State to add psychiatric beds, end Emergency room stays

SEATTLE — Washington officials plan to add more psychiatric beds to hospitals around the state to start meeting a state Supreme Court ruling that prohibits holding mentally ill patients in emergency rooms.

The high court ruled this month that the practice known as “psychiatric boarding” was unlawful. The state estimates that the ruling applies to about 200 people.

Complying with the court’s decision will cost the state “tens of millions of dollars in the short term,” said Andi Smith, Gov. Jay Inslee’s senior policy adviser on health and human services, during a call with reporters Thursday.

She said that the state plans to add 50 beds by Aug. 27, leaving the potential for some people to be released without care.

Inslee hasn’t ruled out a special session, Smith said, but the Department of Social and Health Services may be able to shift resources until a supplemental budget request is made to lawmakers next year.

Mental-health officials have been struggling to respond to the high court’s Aug. 7 decision.

The justices ruled that mentally ill patients who are involuntarily committed cannot be “warehoused” in emergency rooms or acute care centers as a way to avoid overcrowding certified mental health facilities. Patients have a right to adequate care and individualized treatment, and state law required they be detained in certified evaluation and treatment facilities, the court said.

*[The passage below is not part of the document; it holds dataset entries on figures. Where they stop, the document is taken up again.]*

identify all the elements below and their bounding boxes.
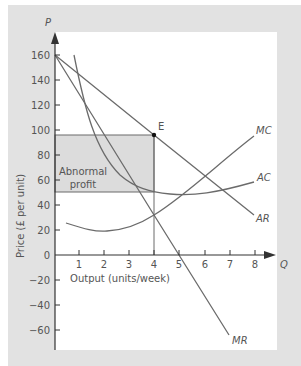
svg-text:20: 20 xyxy=(37,225,50,236)
svg-text:1: 1 xyxy=(76,259,82,270)
mr-label: MR xyxy=(232,335,248,346)
svg-text:−60: −60 xyxy=(29,325,50,336)
svg-text:2: 2 xyxy=(101,259,107,270)
svg-text:5: 5 xyxy=(176,259,182,270)
svg-text:7: 7 xyxy=(227,259,233,270)
ar-label: AR xyxy=(255,213,270,224)
svg-text:−40: −40 xyxy=(29,300,50,311)
svg-text:6: 6 xyxy=(202,259,208,270)
svg-text:3: 3 xyxy=(126,259,132,270)
svg-text:8: 8 xyxy=(252,259,258,270)
point-e-label: E xyxy=(158,121,164,132)
mc-label: MC xyxy=(256,125,272,136)
svg-text:−20: −20 xyxy=(29,275,50,286)
q-axis-symbol: Q xyxy=(280,259,288,270)
svg-text:40: 40 xyxy=(37,200,50,211)
svg-text:160: 160 xyxy=(31,50,50,61)
p-axis-symbol: P xyxy=(45,17,52,28)
y-axis-title: Price (£ per unit) xyxy=(15,174,26,258)
abnormal-profit-label-line2: profit xyxy=(70,179,97,190)
abnormal-profit-label-line1: Abnormal xyxy=(59,166,107,177)
x-axis-title: Output (units/week) xyxy=(70,273,170,284)
svg-text:120: 120 xyxy=(31,100,50,111)
svg-text:4: 4 xyxy=(151,259,157,270)
point-e-marker xyxy=(152,133,156,137)
svg-text:80: 80 xyxy=(37,150,50,161)
chart: Abnormal profit 160 140 120 100 80 60 40… xyxy=(0,0,301,366)
svg-text:100: 100 xyxy=(31,125,50,136)
svg-text:140: 140 xyxy=(31,75,50,86)
ac-label: AC xyxy=(256,172,271,183)
svg-text:60: 60 xyxy=(37,175,50,186)
svg-text:0: 0 xyxy=(44,250,50,261)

“We simply don’t have the bed capacity to serve all the people who need treatment,” Smith said, adding that they’re working hard but “the problem will not be solved on Day 1.”

The state’s involuntary treatment law passed in 1973 allows people to be committed to a mental hospital or institution against their will for a limited period of time. The purpose is to evaluate and treat people with a mental disorder who may be gravely disabled or pose a danger to themselves.

The state has been using “single bed certifications” as a way to temporarily hold involuntarily committed people in hospitals that aren’t certified to evaluate or treat their mental illness.

In response to the court decision, state health administrators are planning to add 50 beds, including a few beds at Eastern State Hospital at Medical Lake, as well as at two psychiatric hospitals in King County and community-based facilities, said Jane Beyer, with the Social and Health Services agency.

It’s unclear what will happen to patients who won’t have psychiatric beds after the court decision kicks in this month.

Hospitals have a mandate to safety discharge plans, and they may still take in mentally ill people and provide care for them even though the single-bed certifications will be unlawful, Smith said.

The state is also hoping that plaintiffs who brought the case against DSHS won’t ask to eliminate hospitals’ ability to hold mentally ill people at emergency rooms for 72 hours, Beyer said.